The thing about these islands, though, is that they’ve only been islands at all for the past seven thousand years and are still very close to France and Benelux, so the isolation which might apply to other islands may not pertain to us. Then again, the Orkneys are pretty close to Great Britain too. The Orcadian example, though, might illustrate something about genetics more generally. Orcadians are generally the most distinct population of humans in Ireland and Britain in terms of ancient ancestry here, and the voles of the Orkneys may partly reflect a similar distinction. That does raise another issue for me though: is there another scale factor? Rodents like voles are liable to stay on their islands rather than often surviving to mix with the mainland population, except where they’re helped by humans, but a beaver or capybara is living in a smaller world and less likely to be distinct for that reason. Again, this is just me.
Probably the most shocking example of the island effect is what happened on Haţeg Island in the late Cretaceous. Here, pterosaurs became giants and sauropods (i.e. the likes of Diplodocus and Brachiosaurus) dwarfs. I’ve mentioned the place before. Haţeg Island was about the size of Ireland and was situated in the northern Tethys in today’s Romania. Its pterosaurs were extremely large. Hatzegopteryx, for example, had a twelve metre wingspan. Magyarosaurus and Paludititan, by contrast, were dwarf sauropods, both about six metres long and weighing about a tonne. They might have been preyed upon by the pterosaurs.

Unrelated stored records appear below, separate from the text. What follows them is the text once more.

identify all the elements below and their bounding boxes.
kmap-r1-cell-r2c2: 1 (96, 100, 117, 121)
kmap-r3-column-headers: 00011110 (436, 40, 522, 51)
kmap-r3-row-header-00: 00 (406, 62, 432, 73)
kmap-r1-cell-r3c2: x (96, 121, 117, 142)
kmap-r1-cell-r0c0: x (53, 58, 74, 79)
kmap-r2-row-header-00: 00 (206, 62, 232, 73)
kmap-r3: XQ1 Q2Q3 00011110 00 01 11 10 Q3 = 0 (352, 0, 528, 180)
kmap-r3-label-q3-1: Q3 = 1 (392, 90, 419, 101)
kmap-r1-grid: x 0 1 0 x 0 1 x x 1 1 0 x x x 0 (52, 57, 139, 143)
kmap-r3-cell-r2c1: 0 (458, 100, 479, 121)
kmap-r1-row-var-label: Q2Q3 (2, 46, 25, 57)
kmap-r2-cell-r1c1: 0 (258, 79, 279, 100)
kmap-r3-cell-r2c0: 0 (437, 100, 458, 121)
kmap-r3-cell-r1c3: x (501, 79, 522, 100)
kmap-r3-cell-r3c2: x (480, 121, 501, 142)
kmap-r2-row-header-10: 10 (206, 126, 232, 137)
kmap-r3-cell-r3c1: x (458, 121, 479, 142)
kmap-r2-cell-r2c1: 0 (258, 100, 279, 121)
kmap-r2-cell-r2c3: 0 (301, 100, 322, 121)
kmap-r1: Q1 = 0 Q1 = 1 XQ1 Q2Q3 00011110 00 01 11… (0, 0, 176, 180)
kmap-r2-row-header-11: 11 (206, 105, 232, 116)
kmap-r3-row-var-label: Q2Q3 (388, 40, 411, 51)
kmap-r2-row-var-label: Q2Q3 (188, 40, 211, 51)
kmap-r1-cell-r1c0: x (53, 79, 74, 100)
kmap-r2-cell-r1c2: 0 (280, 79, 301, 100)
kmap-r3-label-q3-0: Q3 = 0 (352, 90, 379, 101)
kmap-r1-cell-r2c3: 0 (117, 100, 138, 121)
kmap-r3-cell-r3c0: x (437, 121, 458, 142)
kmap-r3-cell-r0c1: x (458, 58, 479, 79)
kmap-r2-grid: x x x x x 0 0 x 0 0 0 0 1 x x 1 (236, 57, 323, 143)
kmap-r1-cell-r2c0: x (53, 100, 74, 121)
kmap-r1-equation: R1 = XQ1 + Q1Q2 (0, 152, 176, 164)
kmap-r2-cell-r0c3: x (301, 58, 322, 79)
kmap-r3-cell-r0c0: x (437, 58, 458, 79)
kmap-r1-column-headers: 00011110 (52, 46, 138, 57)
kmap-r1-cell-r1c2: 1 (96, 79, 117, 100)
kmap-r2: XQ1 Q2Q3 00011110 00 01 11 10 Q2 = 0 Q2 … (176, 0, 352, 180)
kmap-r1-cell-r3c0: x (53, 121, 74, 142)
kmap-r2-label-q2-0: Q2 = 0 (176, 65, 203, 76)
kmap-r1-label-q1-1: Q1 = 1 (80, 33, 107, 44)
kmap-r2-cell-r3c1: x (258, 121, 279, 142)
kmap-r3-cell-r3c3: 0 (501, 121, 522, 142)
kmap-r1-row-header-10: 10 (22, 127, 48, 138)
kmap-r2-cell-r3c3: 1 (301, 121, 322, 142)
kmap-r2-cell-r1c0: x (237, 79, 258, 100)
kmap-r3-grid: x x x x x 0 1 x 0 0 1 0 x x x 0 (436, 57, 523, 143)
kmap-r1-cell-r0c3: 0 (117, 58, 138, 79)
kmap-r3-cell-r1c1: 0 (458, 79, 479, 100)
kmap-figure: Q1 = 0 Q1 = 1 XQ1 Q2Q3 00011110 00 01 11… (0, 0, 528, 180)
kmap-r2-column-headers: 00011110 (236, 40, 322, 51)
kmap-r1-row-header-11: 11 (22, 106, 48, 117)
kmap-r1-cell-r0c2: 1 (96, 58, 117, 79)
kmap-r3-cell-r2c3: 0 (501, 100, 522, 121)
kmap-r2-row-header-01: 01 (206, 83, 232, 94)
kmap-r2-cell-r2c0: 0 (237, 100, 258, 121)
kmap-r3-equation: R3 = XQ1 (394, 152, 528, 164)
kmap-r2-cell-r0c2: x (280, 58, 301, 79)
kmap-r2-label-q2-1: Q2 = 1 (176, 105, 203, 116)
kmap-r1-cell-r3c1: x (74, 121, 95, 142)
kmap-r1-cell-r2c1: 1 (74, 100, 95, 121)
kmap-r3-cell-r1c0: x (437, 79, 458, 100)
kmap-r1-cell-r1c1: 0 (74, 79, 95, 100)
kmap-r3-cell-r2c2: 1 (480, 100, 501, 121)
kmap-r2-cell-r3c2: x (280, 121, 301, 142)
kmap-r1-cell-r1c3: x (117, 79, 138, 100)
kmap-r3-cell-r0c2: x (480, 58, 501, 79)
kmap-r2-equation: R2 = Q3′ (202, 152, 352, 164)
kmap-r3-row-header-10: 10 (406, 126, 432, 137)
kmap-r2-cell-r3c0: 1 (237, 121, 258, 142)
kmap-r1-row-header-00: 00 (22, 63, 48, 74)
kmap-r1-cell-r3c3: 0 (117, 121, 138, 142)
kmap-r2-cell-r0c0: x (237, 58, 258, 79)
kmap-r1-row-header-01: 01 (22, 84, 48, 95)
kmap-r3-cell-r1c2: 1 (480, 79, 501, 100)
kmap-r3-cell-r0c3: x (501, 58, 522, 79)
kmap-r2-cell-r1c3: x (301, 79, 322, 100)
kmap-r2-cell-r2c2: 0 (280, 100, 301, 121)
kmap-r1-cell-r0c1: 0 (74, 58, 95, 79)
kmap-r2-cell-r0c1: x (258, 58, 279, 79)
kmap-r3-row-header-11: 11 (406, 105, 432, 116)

Presumably, if at some time in the future Britain was able to stay isolated, after we’ve become extinct, it might be expected to show the island effect, but that would depend on it remaining an island. Although the immediate likelihood of us staying isolated is high due to anthropogenic global warming raising the sea level, in the long term Doggerland, currently below sea level in the German Ocean/North Sea, will rebound against the pressure of the ice sheets and the whole region is likely to return to being a peninsula. Consequently we probably won’t ever be affected much by island gigantism or insular dwarfism, meaning that living in these islands is long going to be like it is now: looking through the wrong end of a telescope and seeing tiny animals here, but giant ones abroad.